Notes on things I need to find/add:

  • three worlds — http://lesswrong.com/lw/y4/three_worlds_collide_08/
  • permanence — http://en.wikipedia.org/wiki/Permanence_(novel)
  • the infinitely nested simulations story — http://qntm.org/responsibility
  • the Vinge researchers that don't know they're uploads story: http://en.wikipedia.org/wiki/The_Cookie_Monster_%28novella%29
  • http://qntm.org/transit
  • brin's uplift series
  • WWW series; need to read more of it first; http://www.wakewatchwonder.com/
  • lots of Egan
  • orion's arm

Stuff I Should Read:

  • The rest of The Passages Series
  • People have now asserted that Banks' "The Player Of Games" and "Excession" are safe (the latter was re-affirmed by someone who emailed me privately).
  • From a random emailer: You omitted Richard Morgan ("Altered Carbon", etc), Wil McCarthy (invention of faster than light replicators - a long series) and especially, Alaister Reynold (all novels incredibly good - space opera at its best).

A long aside:

Those amongst you who are familiar with these genres will notice the glaring lack of any Ian Banks, an omission so severe that I feel the need to apologize for it.
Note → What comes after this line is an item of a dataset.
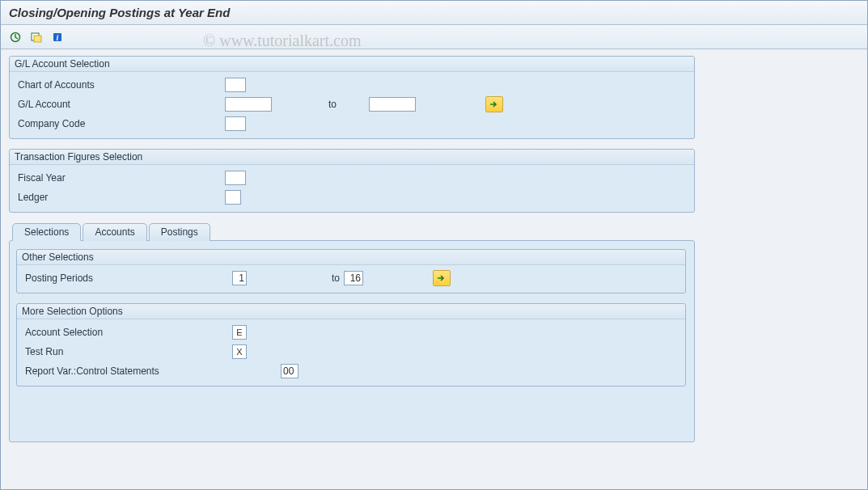 The width and height of the screenshot is (868, 490). I want to click on tab-postings: Postings, so click(180, 232).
I have read exactly one book by Banks, Consider Phlebas. It is one of the few books I genuinely regret having read. He seemed to have a love affair with trying to gross me out, and he succeeded admirably. There was nothing sufficiently excellent in there to make up for the horror of The Eaters. In fact, I can remember almost nothing else about the book. Apparently this is just me, because the WP article doesn't even mention that section at all. I keep asking people to reccomend Banks that they are sure does not include such deliberate attempts to disgust the reader, but so for no-one has been willing to make such an assertion.
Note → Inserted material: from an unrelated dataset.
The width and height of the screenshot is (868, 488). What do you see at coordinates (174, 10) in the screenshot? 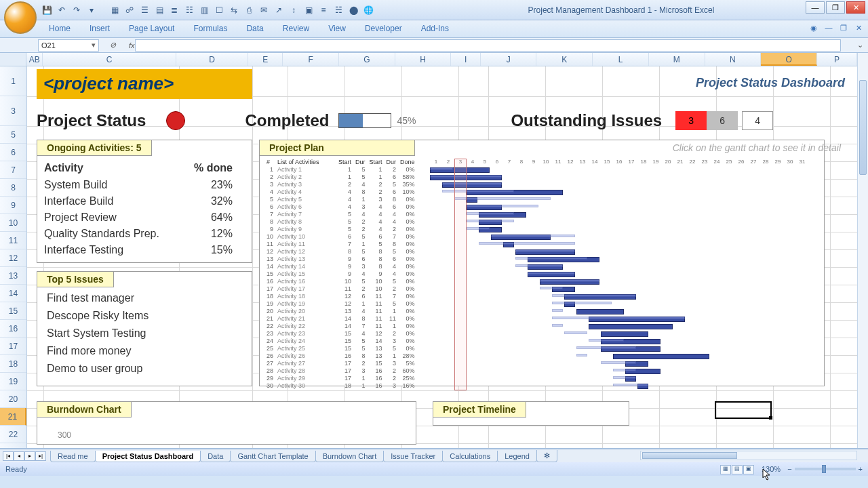
I see `qa-shortcut-icon: ≣` at bounding box center [174, 10].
I've gotten a lot of comments about the above, so let me expand a bit. The issue there may be totally idiosyncratic. It may be specifically about food; I made the utter error of reading The Jeweller Of Second Hand Roe recently, which is the only thing that I have ever read, that I can recall, that actually caused me nausea. It was all about food.
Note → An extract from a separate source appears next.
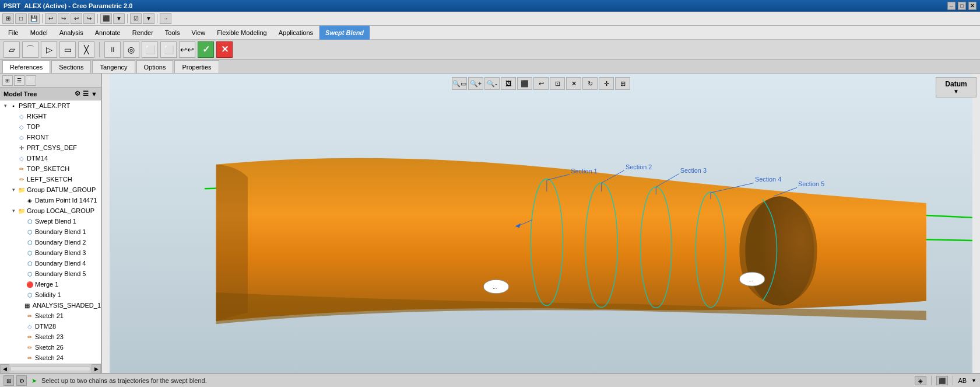  Describe the element at coordinates (50, 347) in the screenshot. I see `tree-item: ✏Sketch 26` at that location.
I am normally quite difficult to gross out; torture doesn't bother me in the slightest (I enjoy Goodkind, for example), nor does any form of explicit sex. Since I had been grossed out so thoroughly be the bits in question, I therefore concluded that Banks must have gone far out of his way to be really disgusting. Feedback I have since received leads me to belivee that, rather, I was unusually sensitive to it; so far no-one else has mentioned it as having stood out as particularily gross to them. So I'm trying to own this as my own issue at this point.

Having said all that, I would have been OK with it had the segments in question done anything to advance the plot. It was the total gratuitousness that really set my teeth on edge.